Underdetermination hits divination as hard as it hits physics. Does that mean cosmology is just aesthetic? Not if you keep your eye on action.

Two OS’s that produce indistinguishable practical consequences for a class of questions are not genuinely different models for that domain; they are poetic variants. When hard fatalism and psychology both say, “You can do nothing; accept things as they are,” they are functionally aligned, despite different metaphors. When an animist read prescribes ritual re‑negotiation and a psychological read prescribes only reframing, you have a concrete divergence.

That is where, as a practitioner, you can begin to ask: which causal grammar seems to move this situation? When my clients actually do the ancestor rituals suggested by the ancestor‑frame readings, do external circumstances shift in ways that were not shifting under purely psychological work? When I predict timing under a Ptolemaic “tendencies modifiable by choice” reading versus a Valens “this will happen regardless” reading, which track more cleanly?

The answers will be messy, biased, path‑dependent. They will not settle metaphysics. But they will tell you something about how your deck, your spread grammar, and your psyche collaborate in practice.

The non‑neutrality of the hardware

Back to the first objection: is there really an ISA‑like layer that is independent of cosmology, or am I just smuggling my own metaphysics in at a lower level?

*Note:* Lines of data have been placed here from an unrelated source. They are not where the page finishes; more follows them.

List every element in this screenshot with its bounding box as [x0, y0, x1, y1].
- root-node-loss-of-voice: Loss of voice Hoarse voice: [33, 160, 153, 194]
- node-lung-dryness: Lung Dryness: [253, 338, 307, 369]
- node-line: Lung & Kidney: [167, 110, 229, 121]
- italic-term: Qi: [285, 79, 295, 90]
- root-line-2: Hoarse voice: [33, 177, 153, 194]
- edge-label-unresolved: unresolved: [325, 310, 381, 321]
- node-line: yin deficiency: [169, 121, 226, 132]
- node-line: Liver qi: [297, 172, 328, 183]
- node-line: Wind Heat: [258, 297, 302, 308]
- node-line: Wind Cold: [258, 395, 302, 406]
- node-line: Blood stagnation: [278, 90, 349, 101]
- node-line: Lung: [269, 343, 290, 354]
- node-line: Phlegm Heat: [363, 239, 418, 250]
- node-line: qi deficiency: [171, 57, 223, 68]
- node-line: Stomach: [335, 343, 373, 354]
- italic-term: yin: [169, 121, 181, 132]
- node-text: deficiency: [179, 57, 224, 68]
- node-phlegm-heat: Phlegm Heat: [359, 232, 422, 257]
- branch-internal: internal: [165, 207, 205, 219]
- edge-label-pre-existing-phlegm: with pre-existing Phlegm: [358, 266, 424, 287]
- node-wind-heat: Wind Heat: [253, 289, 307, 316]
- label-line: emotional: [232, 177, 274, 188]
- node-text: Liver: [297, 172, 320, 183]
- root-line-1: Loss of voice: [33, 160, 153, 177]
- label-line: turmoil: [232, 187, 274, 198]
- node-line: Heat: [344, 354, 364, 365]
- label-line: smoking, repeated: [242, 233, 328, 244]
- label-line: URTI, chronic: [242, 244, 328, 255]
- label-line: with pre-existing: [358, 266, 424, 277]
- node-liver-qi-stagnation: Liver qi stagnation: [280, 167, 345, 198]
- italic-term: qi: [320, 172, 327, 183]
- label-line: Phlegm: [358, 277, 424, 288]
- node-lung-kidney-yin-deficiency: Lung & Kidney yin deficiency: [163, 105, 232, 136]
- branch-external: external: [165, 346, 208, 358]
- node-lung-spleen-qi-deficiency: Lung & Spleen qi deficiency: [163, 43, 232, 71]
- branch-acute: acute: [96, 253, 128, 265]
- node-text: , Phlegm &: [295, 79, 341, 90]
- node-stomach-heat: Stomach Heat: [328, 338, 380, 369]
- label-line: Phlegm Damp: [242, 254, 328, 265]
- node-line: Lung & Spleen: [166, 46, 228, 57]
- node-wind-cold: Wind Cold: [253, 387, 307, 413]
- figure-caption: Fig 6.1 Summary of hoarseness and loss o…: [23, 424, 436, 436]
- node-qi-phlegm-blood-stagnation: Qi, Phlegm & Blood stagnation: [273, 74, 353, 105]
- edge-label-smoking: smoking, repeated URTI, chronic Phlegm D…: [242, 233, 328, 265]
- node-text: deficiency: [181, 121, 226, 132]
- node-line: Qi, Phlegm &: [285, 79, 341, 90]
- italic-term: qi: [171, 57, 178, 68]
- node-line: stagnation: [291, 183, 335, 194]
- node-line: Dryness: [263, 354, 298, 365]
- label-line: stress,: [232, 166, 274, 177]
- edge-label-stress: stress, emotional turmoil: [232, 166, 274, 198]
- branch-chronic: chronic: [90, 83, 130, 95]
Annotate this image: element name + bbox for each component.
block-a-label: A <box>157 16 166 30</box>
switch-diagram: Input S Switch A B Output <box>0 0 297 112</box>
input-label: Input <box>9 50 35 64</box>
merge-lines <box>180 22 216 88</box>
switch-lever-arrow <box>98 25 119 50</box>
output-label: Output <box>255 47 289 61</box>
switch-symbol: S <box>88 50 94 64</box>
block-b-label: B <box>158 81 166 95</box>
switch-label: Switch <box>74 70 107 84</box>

Tarot’s so‑called “grammar” is absolutely not primordial. Number symbolism, suit elementalism, major/minor hierarchies, Kabbalistic pathworkings—they are all late synthetic overlays. Early playing‑card cartomancy chapbooks happily assign blunt event meanings to pips without any Hermetic doctrine. Anti‑divinatory Christian authors moralise the trumps as an allegory of the soul’s journey whilst denouncing fortune‑telling. Wirth pushes an initiatory emblem‑book reading and sneers at mundane prediction; contemporaneous folk readers with the same deck ran entirely different software—event-tables, lucky and unlucky pip-counting, marriage and money predictions—with no knowledge of and no interest in Kabbalistic paths or theurgic self-transformation.

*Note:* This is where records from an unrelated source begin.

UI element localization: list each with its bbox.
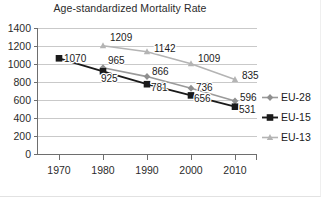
- x-tick-label: 1980: [91, 164, 115, 176]
- y-tick-label: 1400: [8, 22, 32, 34]
- legend-item-eu-15[interactable]: EU-15: [262, 111, 311, 123]
- diamond-marker: [267, 94, 274, 101]
- data-label: 835: [242, 70, 259, 81]
- y-tick-label: 1200: [8, 40, 32, 52]
- series-eu-28: [100, 64, 239, 104]
- data-label: 866: [152, 66, 169, 77]
- axis-lines: [38, 29, 257, 155]
- data-label: 596: [240, 92, 257, 103]
- diamond-marker: [232, 97, 239, 104]
- data-label: 1142: [154, 43, 176, 54]
- triangle-marker: [100, 42, 106, 48]
- chart-container: Age-standardized Mortality Rate: [0, 0, 321, 197]
- legend-label: EU-15: [281, 111, 311, 123]
- y-axis-labels: 1400 1200 1000 800 600 400 200 0: [8, 22, 32, 160]
- y-tick-label: 800: [13, 76, 31, 88]
- square-marker: [232, 103, 239, 110]
- data-label: 736: [196, 82, 213, 93]
- legend-item-eu-13[interactable]: EU-13: [262, 131, 311, 143]
- legend-label: EU-28: [281, 91, 311, 103]
- data-label: 1209: [110, 32, 133, 43]
- x-tick-label: 1970: [47, 164, 71, 176]
- data-label: 531: [239, 104, 256, 115]
- data-label: 781: [151, 82, 168, 93]
- y-tick-label: 1000: [8, 58, 32, 70]
- legend-item-eu-28[interactable]: EU-28: [262, 91, 311, 103]
- y-tick-label: 600: [13, 94, 31, 106]
- x-tick-label: 1990: [135, 164, 159, 176]
- x-axis-ticks: [60, 155, 257, 160]
- chart-plot-area: 1400 1200 1000 800 600 400 200 0 1970 19…: [0, 0, 321, 197]
- legend-label: EU-13: [281, 131, 311, 143]
- chart-legend: EU-28 EU-15 EU-13: [262, 91, 311, 143]
- x-tick-label: 2010: [223, 164, 247, 176]
- y-axis-ticks: [34, 29, 38, 155]
- data-label: 925: [101, 73, 118, 84]
- data-label: 1009: [198, 53, 221, 64]
- square-marker: [267, 114, 274, 121]
- square-marker: [144, 81, 151, 88]
- data-label: 965: [108, 55, 125, 66]
- y-tick-label: 0: [25, 148, 31, 160]
- diamond-marker: [188, 85, 195, 92]
- data-label: 1070: [64, 53, 87, 64]
- data-label: 656: [194, 93, 211, 104]
- y-tick-label: 400: [13, 112, 31, 124]
- diamond-marker: [144, 73, 151, 80]
- square-marker: [56, 55, 63, 62]
- x-axis-labels: 1970 1980 1990 2000 2010: [47, 164, 247, 176]
- y-tick-label: 200: [13, 130, 31, 142]
- x-tick-label: 2000: [179, 164, 203, 176]
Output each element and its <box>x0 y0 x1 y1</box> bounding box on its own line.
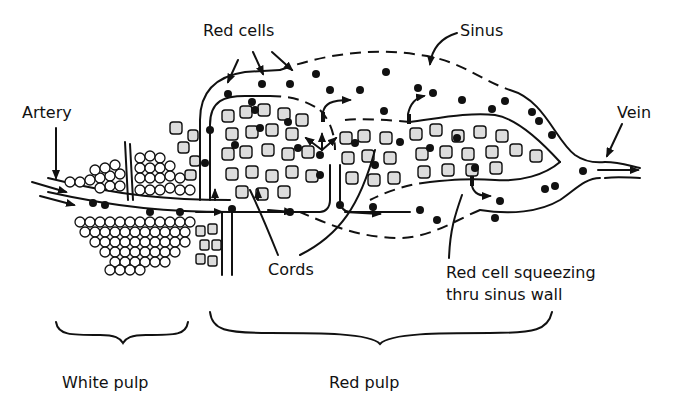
label-white-pulp: White pulp <box>62 373 149 392</box>
pulp-braces: White pulp Red pulp <box>56 312 552 392</box>
label-cords: Cords <box>268 260 314 279</box>
spleen-diagram: Red cells Sinus Artery Vein Cords Red ce… <box>0 0 681 410</box>
label-artery: Artery <box>22 103 72 122</box>
white-pulp-brace <box>56 322 188 343</box>
cord-red-cells <box>222 104 542 200</box>
label-vein: Vein <box>617 103 651 122</box>
red-pulp-brace <box>210 312 552 344</box>
label-sinus: Sinus <box>460 21 503 40</box>
label-red-pulp: Red pulp <box>329 373 399 392</box>
label-red-cell-squeezing-1: Red cell squeezing <box>446 263 596 282</box>
label-red-cell-squeezing-2: thru sinus wall <box>446 285 562 304</box>
label-red-cells: Red cells <box>203 21 274 40</box>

So the ISA is historically assembled, internally contested, and nowhere near neutral. What it is not is infinitely plastic. A spread grammar built around self/other, past/present/future, surface/depth, and outcome/advice already presupposes that time is asymmetrical, that a self distinct from environment exists, that the present moment is accessible to counsel. These are not arbitrary choices; they are the structural precipitate of centuries of actual divinatory use, tested against the kinds of questions people brought to the table. They tell you what this hardware was shaped to handle and where it strains.

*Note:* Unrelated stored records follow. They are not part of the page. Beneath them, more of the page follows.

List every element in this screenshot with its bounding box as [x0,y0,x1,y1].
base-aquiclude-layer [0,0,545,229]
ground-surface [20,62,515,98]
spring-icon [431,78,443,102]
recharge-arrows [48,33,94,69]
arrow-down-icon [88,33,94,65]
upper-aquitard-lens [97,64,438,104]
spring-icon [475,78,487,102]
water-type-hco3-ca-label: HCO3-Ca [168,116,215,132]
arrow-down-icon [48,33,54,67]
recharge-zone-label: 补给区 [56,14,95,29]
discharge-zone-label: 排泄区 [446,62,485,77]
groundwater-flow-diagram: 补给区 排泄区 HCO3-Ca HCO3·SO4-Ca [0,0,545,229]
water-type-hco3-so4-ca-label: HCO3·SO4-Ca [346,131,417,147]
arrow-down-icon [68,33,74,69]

That residue is not a problem. It is what makes the grammar stable enough to carry disparate cosmologies without collapsing. The practitioner who understands the layering—who can say “this is the hardware pushing back” rather than “this is my cosmology forbidding it”—gains something technically important: the ability to revise their interpretive framework without discarding accumulated reading skill. The Celtic Cross they have drilled for a decade still compiles. What changes is the OS. That change can be provisional, experimental, even temporary. The deck survives it.

The cards are not neutral. Four centuries of use have shaped them into tools that presuppose certain things about time, agency, and the self’s relation to a wider field. That is neither a flaw nor a metaphysical commitment to any particular cosmology. It is a design feature—the residue of historical testing, the convergent grammar that survived because it was useful enough to carry very different worlds. A practitioner working deliberately across multiple OS’s is not free-floating in relativism. They are running controlled experiments on historically stable hardware, with a grammar that has already earned its keep.